→ Problem to work on
Only an exact copy belongs in the answer: the line with "reading: 0.32 ml" and every line after it through the end of the records, pictures left out.

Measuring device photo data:
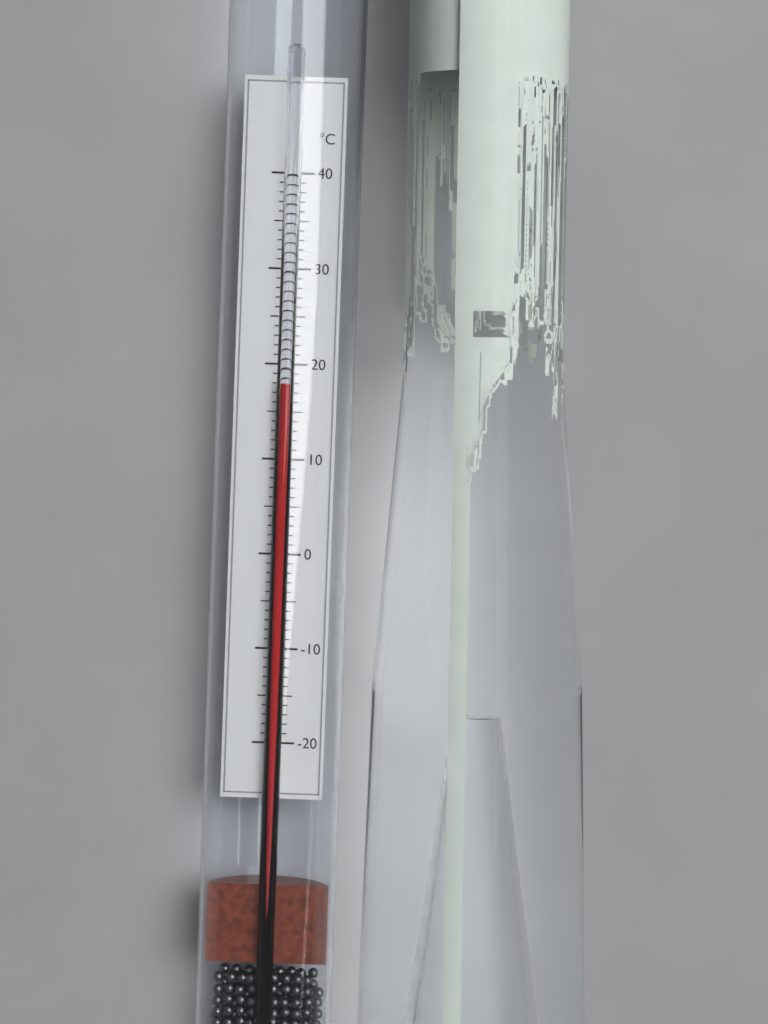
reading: 18 °C
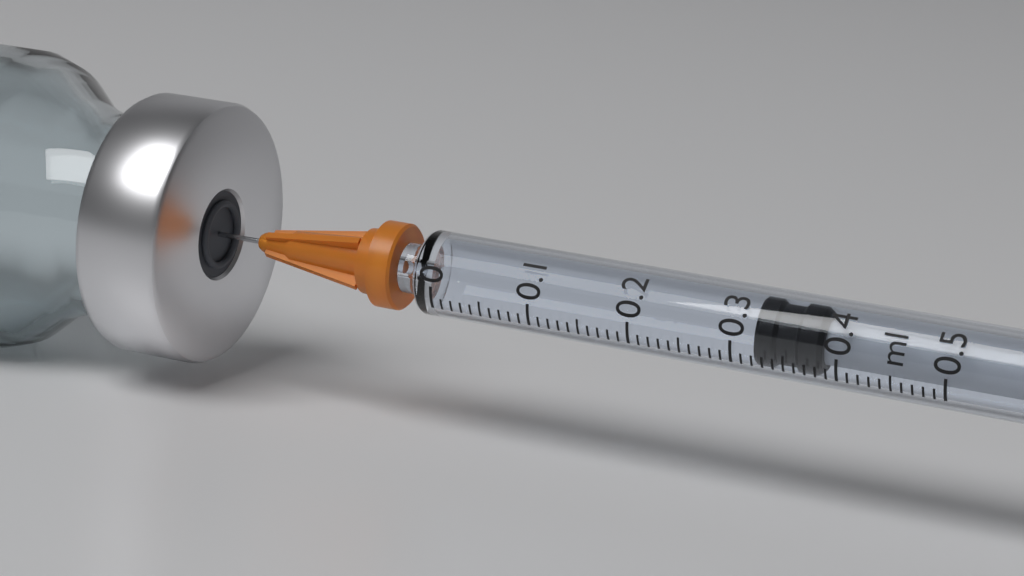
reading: 0.32 ml
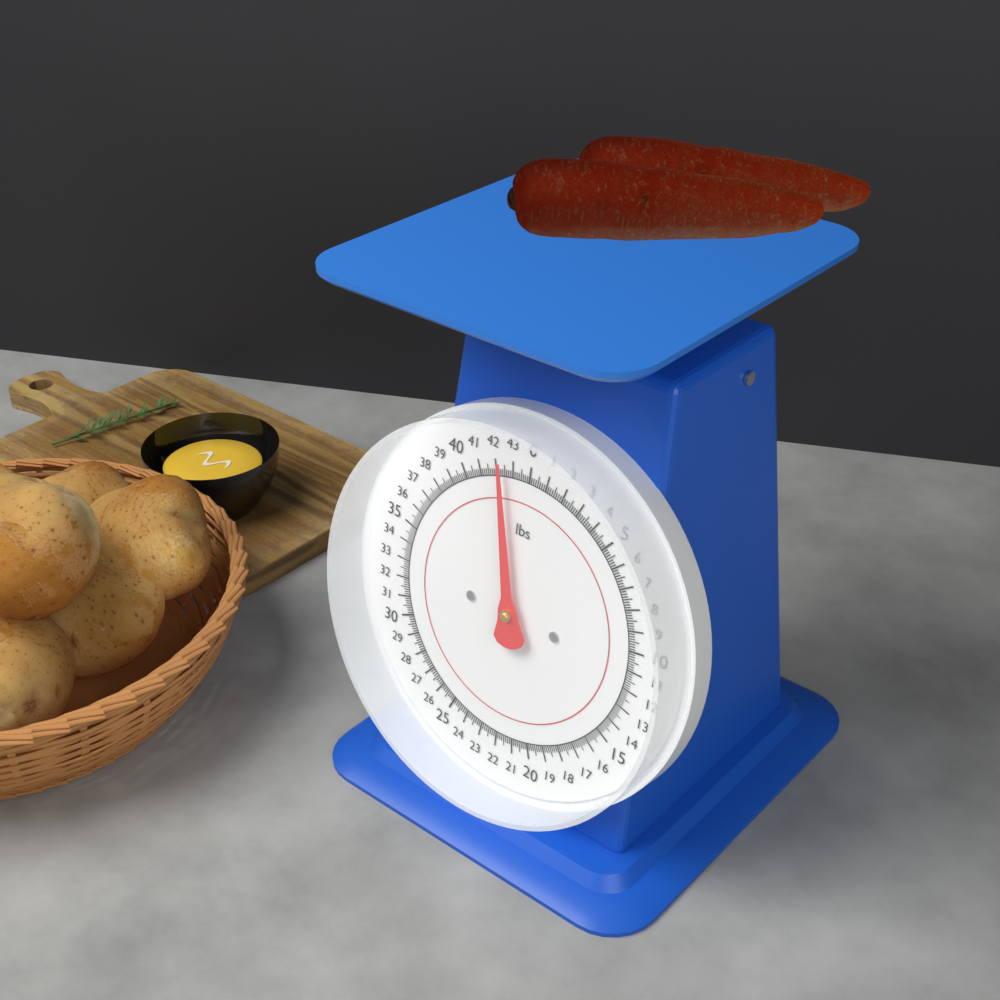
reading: 42.375 lbs
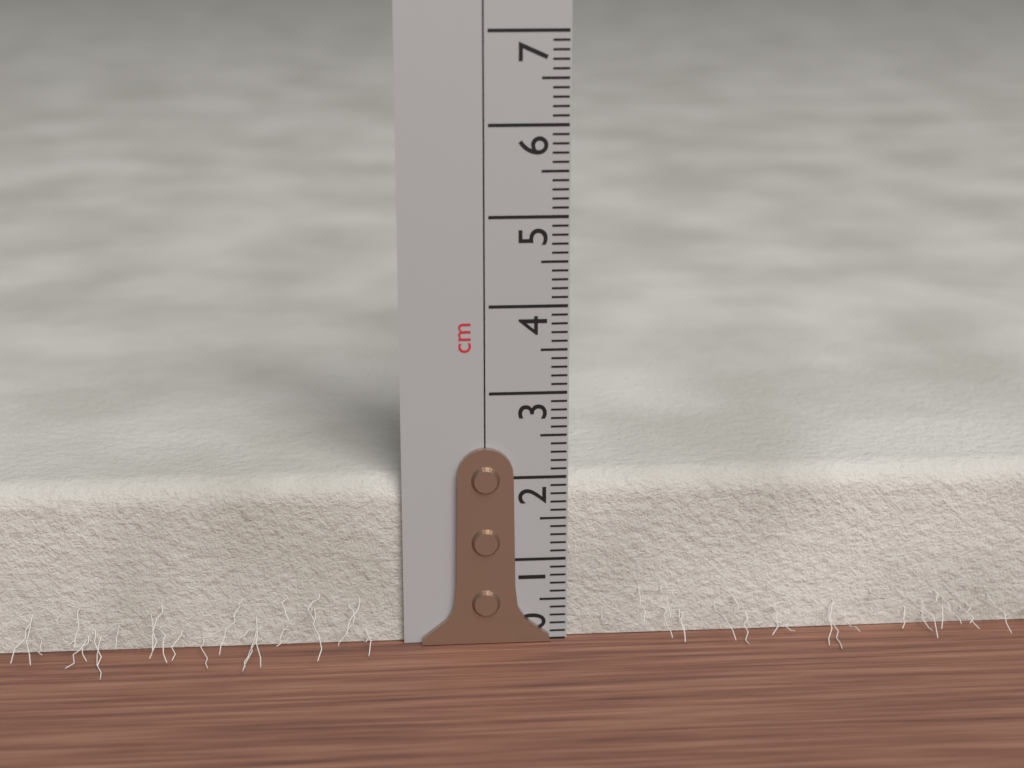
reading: 2.0 cm
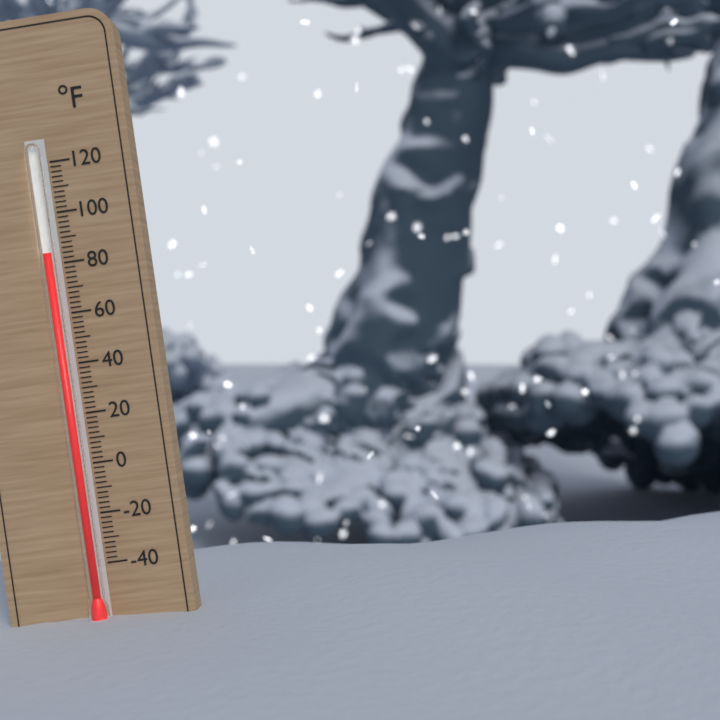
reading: 84 °F
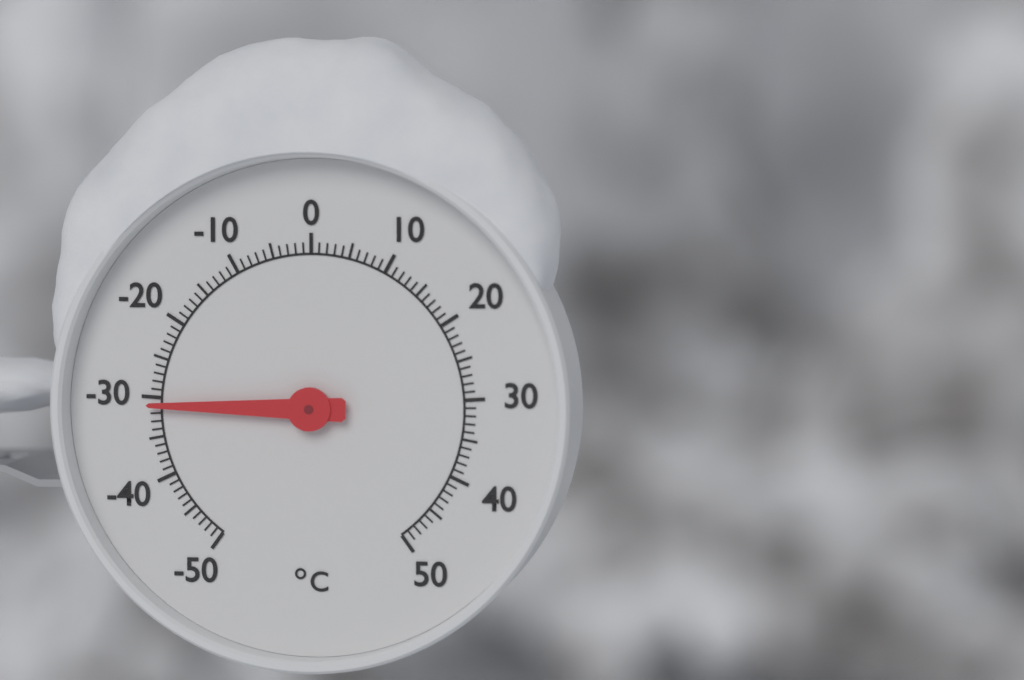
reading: -31 °C
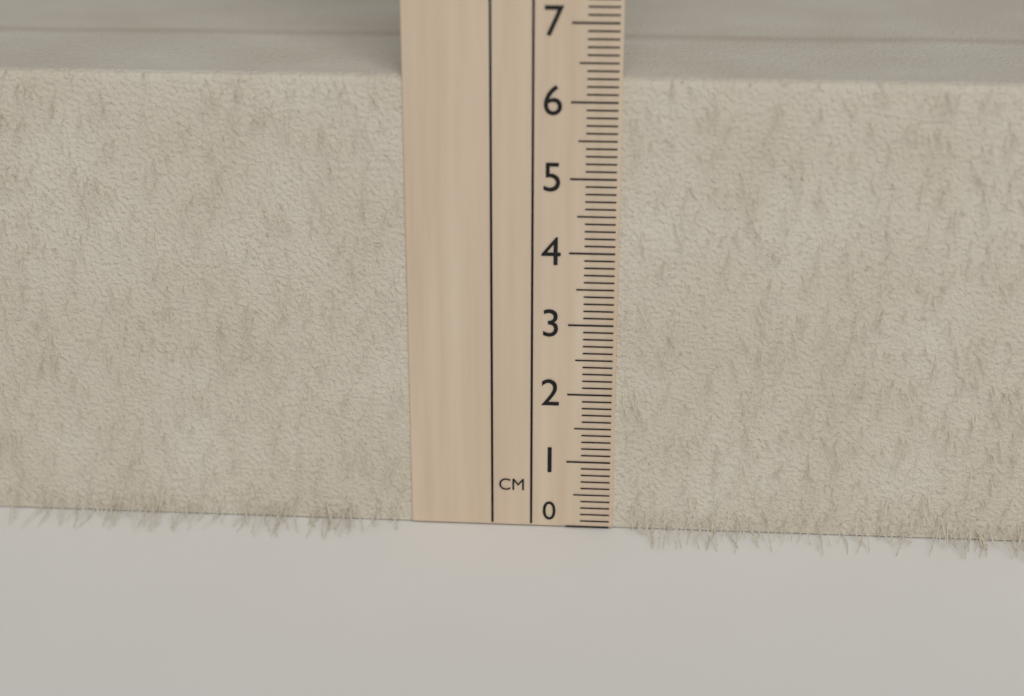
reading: 6.3 cm
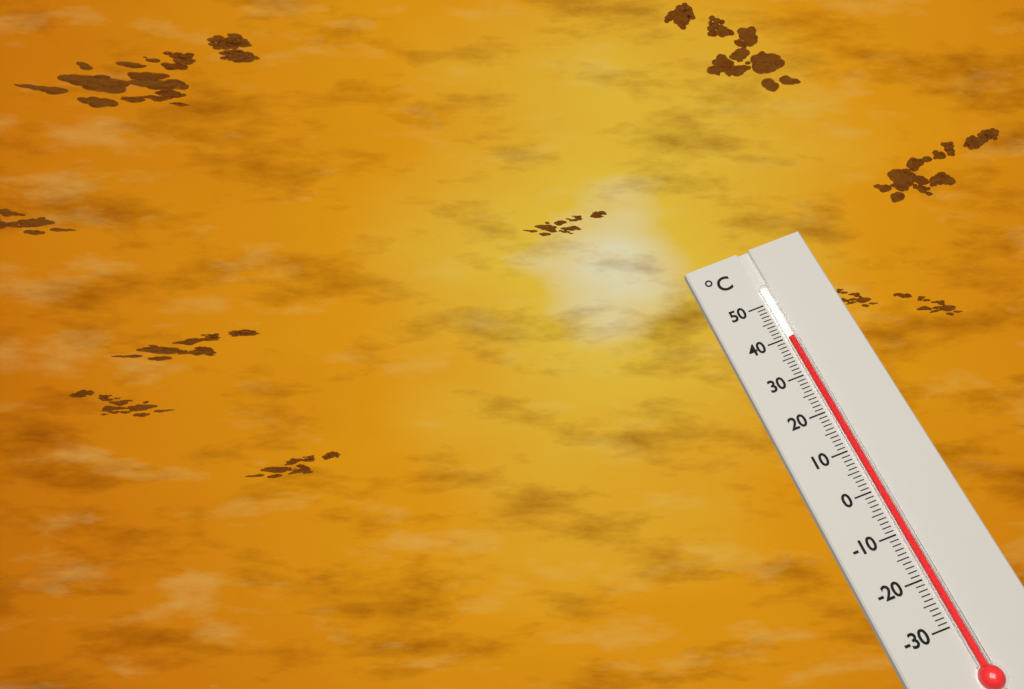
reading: 40 °C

→ Answer to the problem
reading: 0.32 ml
reading: 42.375 lbs
reading: 2.0 cm
reading: 84 °F
reading: -31 °C
reading: 6.3 cm
reading: 40 °C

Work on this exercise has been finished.